Note on 'how to repeat':

To pre-configure a test run, sbtest database needs to be created, and sysbench needs to be executed in prepare mode.

<start server>
<create database sbtest>
sysbench <options> prepare
sysbench <options> run
[23 Feb 2009 2:39] Elena Stepanova
Creates a database, a table (sysbench-like), and populates the table

Attachment: 42908_prepare.sql (application/octet-stream, text), 784 bytes.

[23 Feb 2009 2:40] Elena Stepanova
Runs a few sysbench-like SELECT DISTINCT queries along with EXPLAIN

Attachment: 42908_run.sql (application/octet-stream, text), 872 bytes.

[23 Feb 2009 3:15] Elena Stepanova
Result of  42908_run.sql  execution on box #2

Attachment: 42908_run_result.txt (text/plain), 9.62 KiB.
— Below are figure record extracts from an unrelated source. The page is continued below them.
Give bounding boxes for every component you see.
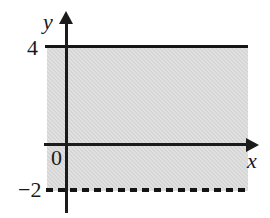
- origin-label: 0: [51, 147, 62, 169]
- y-axis-arrowhead-icon: [59, 11, 73, 24]
- y-axis-line: [65, 20, 68, 213]
- dashed-boundary-line-y-equals-negative-2: [46, 188, 248, 192]
- y-axis-label: y: [43, 11, 53, 33]
- y-tick-label-4: 4: [27, 37, 38, 59]
- x-axis-line: [44, 143, 249, 146]
- y-tick-label-negative-2: −2: [18, 179, 41, 201]
- shaded-solution-region: [47, 47, 248, 191]
- graph-figure: y x 4 0 −2: [0, 0, 270, 218]
- x-axis-label: x: [247, 150, 257, 172]
- solid-boundary-line-y-equals-4: [45, 45, 248, 48]
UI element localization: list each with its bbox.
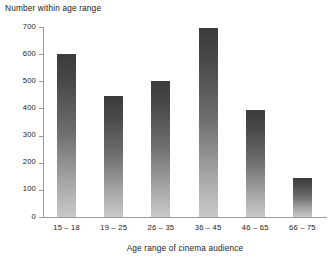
x-axis-category-label: 15 – 18 (43, 223, 90, 232)
chart-title: Number within age range (5, 3, 101, 13)
y-axis-tick-label: 0 (32, 212, 36, 221)
bar (246, 110, 265, 217)
y-axis-tick-label: 700 (23, 22, 36, 31)
y-axis-tick-label: 400 (23, 103, 36, 112)
bar (199, 28, 218, 217)
bar (57, 54, 76, 217)
x-axis-category-label: 19 – 25 (90, 223, 137, 232)
bar (104, 96, 123, 217)
bar (293, 178, 312, 217)
x-axis-line (43, 217, 327, 218)
y-axis-tick-label: 300 (23, 130, 36, 139)
x-axis-category-label: 46 – 65 (232, 223, 279, 232)
y-axis-tick-label: 500 (23, 76, 36, 85)
bar-chart: Number within age range 0100200300400500… (0, 0, 333, 262)
x-axis-title: Age range of cinema audience (43, 243, 327, 253)
x-axis-category-label: 26 – 35 (137, 223, 184, 232)
plot-area (43, 27, 326, 217)
y-axis-tick-label: 100 (23, 184, 36, 193)
y-axis-tick-label: 200 (23, 157, 36, 166)
x-axis-category-label: 66 – 75 (279, 223, 326, 232)
y-axis-tick-mark (39, 217, 43, 218)
y-axis-tick-label: 600 (23, 49, 36, 58)
bar (151, 81, 170, 217)
x-axis-category-label: 36 – 45 (185, 223, 232, 232)
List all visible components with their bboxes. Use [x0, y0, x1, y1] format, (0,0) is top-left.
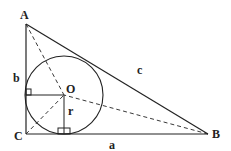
side-c-ab	[26, 24, 208, 134]
label-side-a: a	[109, 138, 115, 151]
label-radius: r	[68, 104, 74, 118]
triangle-abc	[26, 24, 208, 134]
label-side-c: c	[137, 63, 143, 77]
bisector-a	[26, 24, 64, 95]
label-o-center: O	[66, 82, 75, 96]
right-angle-marker-left	[26, 89, 31, 95]
label-b-vertex: B	[212, 127, 220, 141]
incircle-diagram: A B C O a b c r	[0, 0, 231, 151]
bisector-b	[64, 95, 208, 134]
label-side-b: b	[13, 71, 20, 85]
label-c-vertex: C	[14, 129, 23, 143]
label-a-vertex: A	[20, 8, 29, 22]
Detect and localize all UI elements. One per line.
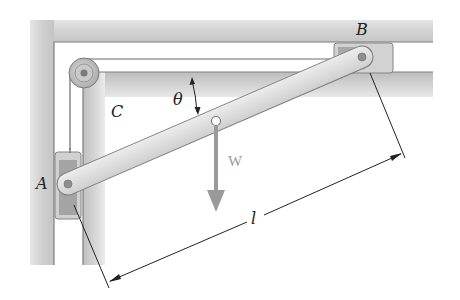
label-b: B: [355, 20, 368, 39]
rod-slider-diagram: W θ B A C l: [0, 0, 460, 300]
outer-left-rail: [30, 20, 54, 265]
dimension-arrowhead-left-icon: [109, 274, 121, 282]
outer-top-rail: [30, 20, 433, 42]
theta-label: θ: [173, 90, 183, 109]
length-label: l: [251, 209, 256, 228]
center-of-mass-pin: [212, 117, 221, 126]
weight-label: W: [228, 153, 243, 169]
interior-region: [105, 97, 433, 267]
pulley-axle: [81, 70, 88, 77]
pin-b: [358, 53, 366, 61]
pin-a: [64, 180, 72, 188]
pulley: [69, 58, 99, 88]
label-c: C: [111, 102, 123, 121]
label-a: A: [34, 174, 48, 193]
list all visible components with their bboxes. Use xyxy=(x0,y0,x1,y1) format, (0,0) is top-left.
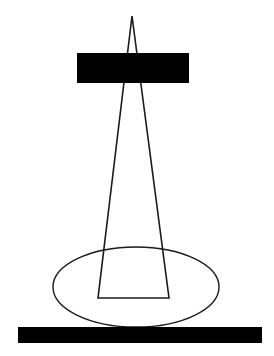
diagram-canvas xyxy=(0,0,274,356)
base-ellipse xyxy=(53,247,219,327)
top-bar xyxy=(77,53,189,83)
ground-bar xyxy=(18,327,262,343)
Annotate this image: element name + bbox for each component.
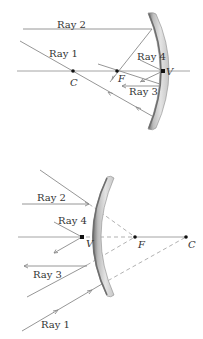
ray-3-label: Ray 3: [129, 86, 158, 97]
concave-ray-2: [23, 29, 152, 82]
convex-ray-3: [24, 237, 135, 297]
ray-1-label: Ray 1: [41, 319, 70, 330]
convex-ray-4: [54, 222, 82, 253]
vertex-point: [161, 69, 165, 73]
focal-point: [133, 235, 137, 239]
focal-label: F: [137, 239, 146, 250]
vertex-point: [80, 235, 84, 239]
concave-ray-1: [20, 41, 152, 116]
center-point: [71, 69, 75, 73]
concave-mirror-diagram: Ray 2 Ray 1 Ray 4 Ray 3 C F V: [17, 13, 190, 130]
vertex-label: V: [166, 66, 175, 77]
ray-2-label: Ray 2: [57, 19, 86, 30]
ray-4-label: Ray 4: [58, 215, 87, 226]
ray-diagram-canvas: Ray 2 Ray 1 Ray 4 Ray 3 C F V: [0, 0, 203, 339]
ray-2-label: Ray 2: [37, 192, 66, 203]
ray-1-label: Ray 1: [49, 48, 78, 59]
convex-ray-2: [22, 170, 135, 237]
convex-mirror-diagram: Ray 2 Ray 4 Ray 3 Ray 1 V F C: [18, 170, 196, 331]
ray-4-label: Ray 4: [137, 51, 166, 62]
center-label: C: [70, 77, 78, 88]
focal-label: F: [117, 73, 126, 84]
ray-3-label: Ray 3: [33, 269, 62, 280]
center-label: C: [188, 239, 196, 250]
[23 Feb 2009 3:17] Elena Stepanova
The attached scripts can be used to reproduce the problem without sysbench. They use wider ranges in SELECT, so the difference is visible on single queries.

- start the server;
- use prepare script to create and populate the table;
     mysql -uroot -n -vvv < ./42908_prepare.sql
- restart the server (not strictly necessary, but it makes the results clearer);
- use run script 
     mysql -uroot -n -vvv < ./42908_run.sql

It executes several queries of the same type as the sysbench scenario does, but with bigger ranges for BETWEEN.
Each query is preceded by EXPLAIN.

The result is also attached, as it does not fit into the comment size.
In summary, while there seems to be no difference in explain output, execution time shows that the same queries on 5.0.74 work slower than on 5.0.72.